Upon redirection to the next page, Iterate your Gridview to update your Datatable with a checked checkbox column and then set that datatable to a session variable. I am assuming that you are already storing your source Datatable to a session.
Sorry, but no other magic work around !!!
Related
I have a page (using MS Ajax). depending on other options, I may need to create a radio Button List inside a Panel.
This is done as per below.
RadioButtonList rbl = new RadioButtonList();
rbl.SelectedIndexChanged += new EventHandler(answer_Click);
rbl.AutoPostBack = true;
foreach (KeyValuePair<string, int> d in _answers)
{
ListItem li = new ListItem(d.Key.ToString(), d.Key.ToString());
li.Attributes.Add("class", "radio");
rbl.Items.Add(li);
}
p.Controls.Add(rbl);
this works fine, unless after the postback I need another RadioButton List. The list is drawn correctly, with all the correct options, but now when I click on an option the first time, it fills in and then resets. It takes a second click to get it to set and trigger the SelectedIndexChanged Event.

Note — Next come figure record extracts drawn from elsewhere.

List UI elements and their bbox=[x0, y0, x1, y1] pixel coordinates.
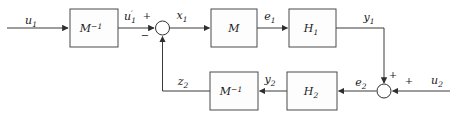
sign-sum2-plus-right: + bbox=[405, 75, 413, 86]
sign-sum2-plus-top: + bbox=[389, 69, 397, 80]
sign-sum1-plus: + bbox=[143, 10, 151, 21]
diagram-svg: M−1 M H1 M−1 H2 u1 u′1 x1 e1 y1 z2 y2 e2… bbox=[0, 0, 455, 120]
label-y2: y2 bbox=[264, 73, 276, 88]
label-z2: z2 bbox=[177, 75, 189, 90]
label-e1: e1 bbox=[264, 10, 275, 25]
signal-line-y1-feedback bbox=[336, 28, 384, 83]
label-y1: y1 bbox=[363, 11, 375, 26]
label-x1: x1 bbox=[177, 9, 188, 24]
label-u1: u1 bbox=[25, 14, 37, 29]
sum-junction-2 bbox=[377, 84, 391, 98]
block-diagram: M−1 M H1 M−1 H2 u1 u′1 x1 e1 y1 z2 y2 e2… bbox=[0, 0, 455, 120]
block-label-m: M bbox=[227, 22, 240, 35]
sign-sum1-minus: − bbox=[141, 30, 149, 41]
label-e2: e2 bbox=[355, 76, 367, 91]
sum-junction-1 bbox=[156, 21, 170, 35]
label-u1-prime: u′1 bbox=[124, 9, 136, 25]
label-u2: u2 bbox=[431, 74, 443, 89]
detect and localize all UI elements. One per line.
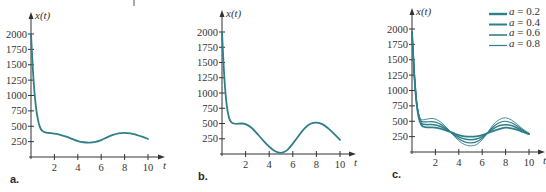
series-line	[31, 34, 148, 143]
x-tick-label: 2	[52, 162, 57, 173]
y-tick-label: 1000	[387, 85, 408, 96]
y-tick-label: 2000	[197, 27, 218, 38]
x-tick-label: 4	[456, 157, 462, 168]
y-tick-label: 1250	[197, 72, 218, 83]
y-tick-label: 750	[392, 100, 408, 111]
series-line	[222, 32, 340, 153]
y-axis-arrow-icon	[220, 10, 225, 17]
y-axis-arrow-icon	[29, 12, 34, 19]
x-tick-label: 2	[243, 159, 248, 170]
y-tick-label: 750	[11, 105, 27, 116]
panel-label: a.	[10, 173, 19, 185]
y-tick-label: 1500	[6, 59, 27, 70]
y-axis-label: x(t)	[415, 5, 432, 18]
y-tick-label: 1250	[387, 70, 408, 81]
y-tick-label: 1500	[197, 57, 218, 68]
x-tick-label: 10	[143, 162, 154, 173]
y-tick-label: 250	[11, 136, 27, 147]
x-tick-label: 8	[503, 157, 508, 168]
x-tick-label: 10	[335, 159, 346, 170]
y-tick-label: 1500	[387, 54, 408, 65]
x-tick-label: 10	[524, 157, 535, 168]
x-tick-label: 2	[433, 157, 438, 168]
y-tick-label: 500	[392, 116, 408, 127]
x-tick-label: 4	[267, 159, 273, 170]
x-tick-label: 6	[99, 162, 104, 173]
y-tick-label: 1000	[197, 88, 218, 99]
y-tick-label: 2000	[6, 29, 27, 40]
y-tick-label: 250	[202, 133, 218, 144]
x-tick-label: 8	[314, 159, 319, 170]
y-tick-label: 1750	[6, 44, 27, 55]
x-axis-label: t	[354, 156, 358, 168]
y-tick-label: 750	[202, 103, 218, 114]
y-tick-label: 2000	[387, 24, 408, 35]
y-tick-label: 1000	[6, 90, 27, 101]
panel-label: b.	[198, 170, 208, 182]
y-tick-label: 1750	[387, 39, 408, 50]
chart-panel-a: 25050075010001250150017502000246810x(t)t…	[6, 9, 167, 185]
x-tick-label: 6	[480, 157, 485, 168]
y-axis-label: x(t)	[225, 7, 242, 20]
y-tick-label: 1750	[197, 42, 218, 53]
x-tick-label: 8	[122, 162, 127, 173]
legend: a = 0.2a = 0.4a = 0.6a = 0.8	[489, 5, 540, 49]
panel-label: c.	[392, 168, 401, 180]
y-tick-label: 500	[202, 118, 218, 129]
chart-panel-b: 25050075010001250150017502000246810x(t)t…	[197, 7, 358, 182]
x-axis-label: t	[163, 159, 167, 171]
x-tick-label: 4	[75, 162, 81, 173]
y-axis-arrow-icon	[410, 8, 415, 15]
chart-figure: 25050075010001250150017502000246810x(t)t…	[0, 0, 546, 192]
y-tick-label: 500	[11, 121, 27, 132]
x-tick-label: 6	[290, 159, 295, 170]
y-axis-label: x(t)	[34, 9, 51, 22]
y-tick-label: 250	[392, 131, 408, 142]
legend-label: a = 0.8	[509, 37, 540, 49]
y-tick-label: 1250	[6, 75, 27, 86]
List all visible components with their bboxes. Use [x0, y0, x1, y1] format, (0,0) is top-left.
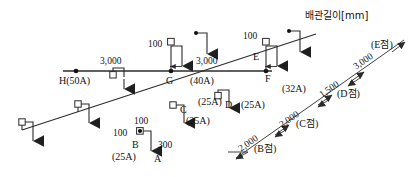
- branch-drop-upper-right: [287, 29, 300, 52]
- offset-100-b-left: 100: [113, 129, 127, 139]
- riser-dimension-300: 300: [158, 141, 172, 151]
- dimension-h-g: 3,000: [100, 57, 121, 67]
- piping-diagram-canvas: 배관길이[mm] 3,000 3,000 H(50A) G (40A) F (3…: [0, 0, 416, 177]
- diagonal-point-e: (E점): [371, 40, 393, 50]
- size-label-32a: (32A): [282, 84, 306, 94]
- node-label-e: E: [253, 52, 259, 62]
- diagonal-point-d: (D점): [337, 89, 360, 99]
- node-label-d: D: [225, 100, 232, 110]
- size-label-25a-b: (25A): [112, 152, 136, 162]
- diagonal-point-b: (B점): [254, 144, 276, 154]
- branch-drop-top-middle: [194, 31, 207, 54]
- horizontal-dimension-line: [63, 67, 277, 74]
- size-label-25a-c: (25A): [186, 116, 210, 126]
- offset-100-b-top: 100: [134, 117, 148, 127]
- branch-drop-1: [19, 119, 33, 141]
- node-label-a: A: [154, 154, 161, 164]
- diagonal-point-c: (C점): [296, 119, 318, 129]
- dimension-g-f: 3,000: [196, 57, 217, 67]
- offset-100-e: 100: [243, 32, 257, 42]
- node-label-g: G: [166, 76, 173, 86]
- node-label-h: H(50A): [59, 76, 90, 86]
- size-label-25a-d: (25A): [241, 100, 265, 110]
- node-label-f: F: [265, 74, 271, 84]
- offset-100-g: 100: [148, 40, 162, 50]
- size-label-25a-extra: (25A): [198, 97, 222, 107]
- node-label-b: B: [132, 140, 139, 150]
- size-label-40a: (40A): [190, 76, 214, 86]
- diagram-title: 배관길이[mm]: [305, 7, 368, 22]
- node-label-c: C: [180, 105, 187, 115]
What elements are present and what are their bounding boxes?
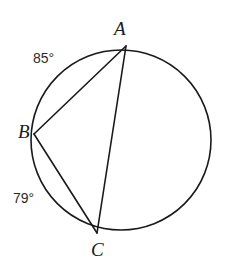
point-label-c: C xyxy=(91,240,104,259)
point-label-b: B xyxy=(18,122,30,141)
chord-ac xyxy=(97,46,126,233)
chord-bc xyxy=(34,134,97,233)
circle-diagram-canvas xyxy=(0,0,232,272)
arc-measure-bc: 79° xyxy=(13,191,34,205)
point-label-a: A xyxy=(114,19,126,38)
geometry-diagram: A B C 85° 79° xyxy=(0,0,232,272)
arc-measure-ab: 85° xyxy=(33,51,54,65)
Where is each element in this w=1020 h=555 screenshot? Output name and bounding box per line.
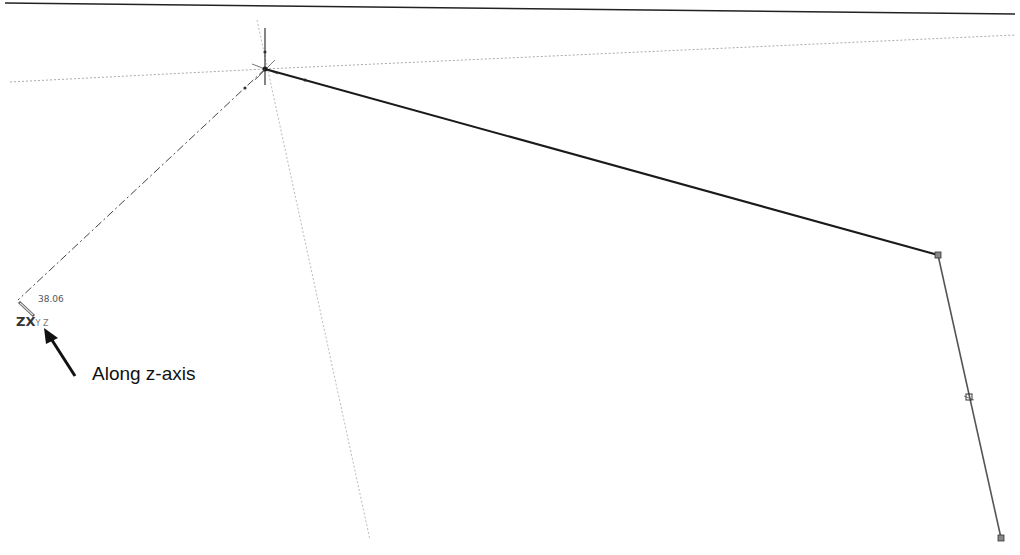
sketch-line-2[interactable] xyxy=(938,255,1001,538)
z-axis-preview-line xyxy=(18,69,265,300)
axis-label-suffix: Y Z xyxy=(35,319,48,328)
top-edge-line xyxy=(5,3,1015,14)
dimension-value: 38.06 xyxy=(38,294,64,304)
endpoint-corner[interactable] xyxy=(935,252,941,258)
z-axis-midpoint xyxy=(243,86,246,89)
construction-line-vertical xyxy=(257,20,370,540)
endpoint-bottom[interactable] xyxy=(998,535,1004,541)
sketch-line-1-mid xyxy=(304,79,307,82)
origin-y-marker xyxy=(264,51,267,54)
annotation-text: Along z-axis xyxy=(92,363,196,385)
annotation-arrow-icon xyxy=(44,328,75,376)
axis-inference-label: ZXY Z xyxy=(16,314,48,329)
sketch-canvas[interactable] xyxy=(0,0,1020,555)
sketch-line-1[interactable] xyxy=(265,69,938,255)
axis-label-main: ZX xyxy=(16,314,35,329)
construction-line-right xyxy=(265,35,1015,69)
construction-line-left xyxy=(10,69,265,82)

Im destroying and recreating the rbl once answer_Click is triggered (I know this as the next question that is created has different answers and options).
So, any ideas as to why it is I need to click twice on the second List?
Matt!
Looks like you have a ViewState issue. Controls are created after the LoadViewState trigger, so they doesn't get their values from the browser to load. You must save this value somewhere, using JS, ViewState, QueryString, Session, DB to persiste the state, and then load the selected value into each one.
Hopes this help you! Take a look here for more info about ASP.NET Page Life Cycle.
I have a gridview included "Edit CommandFields Update and Cancel" at the last column of my gridview. Also, I have a search button above my Gridview and everything works properly together. When I am searching for a particular Column the "sqlDataSource" of my Gridview is changing respectively on the query and displays the results.
However, the Edit/Update/Cancel command field buttons refresh the whole Gridview and I am loosing the selected editable row derived from the search results.
How can I prevent grdiview Databing when I click the Edit Command Field ?
Any advice would be appreciated,
You are probably missing the famous is Page.IsPostback check.In vb.net you will have to do some thing like this
If Not Page.IsPostBack
->your binding code goes here
End if
C#
if (!Page.IsPostBack)
{
->your binding code goes here
}
This way your results are not lost when the page reloads.
I want to do something really simple, I just can't seem to find the EnableClientAddRow property, so I can set it to true. I have a standard GridView control on a web form. I want a button to appear on the web form. When the user clicks the button, an empty row is added to the GridView UI, so the user can enter data in the appropriate fields. The row will of course, have a "Save" button of some type in one of the columns.
I know this functionality must be in the GridView somewhere, I just can't find it. I did find some odd hacks that try to manually implement this. I'm not really interested in footer manipulations or binding tricks, just the standard add row method.
EDIT:
It appears the GridView does not support adding a row as a first-order operation. This appears to be a serious design flaw.
I typically add a new record to the underlying data source as a part of the "add record" button click action. I then re-bind the view in order to show the blank row.
The new record is typically a DataRow if the GridView is bound to a DataTable, or an object if the GridView is bound to a collection of a particular type. Not sure if that is what you consider a binding trick from your question, but it works well and is quite easy to implement.
Edit - more detail to describe the process:
Add the row to the data source, set the EditItemIndex to the newly added row in order for the row to enter edit mode, then bind the data source to the GridView. Your EditItemTemplate would contain a Cancel and a Save button. Cancel would re-bind the GridView to the underlying data source without the empty row and set EditItemIndex to -1, thereby removing the row from the GridView.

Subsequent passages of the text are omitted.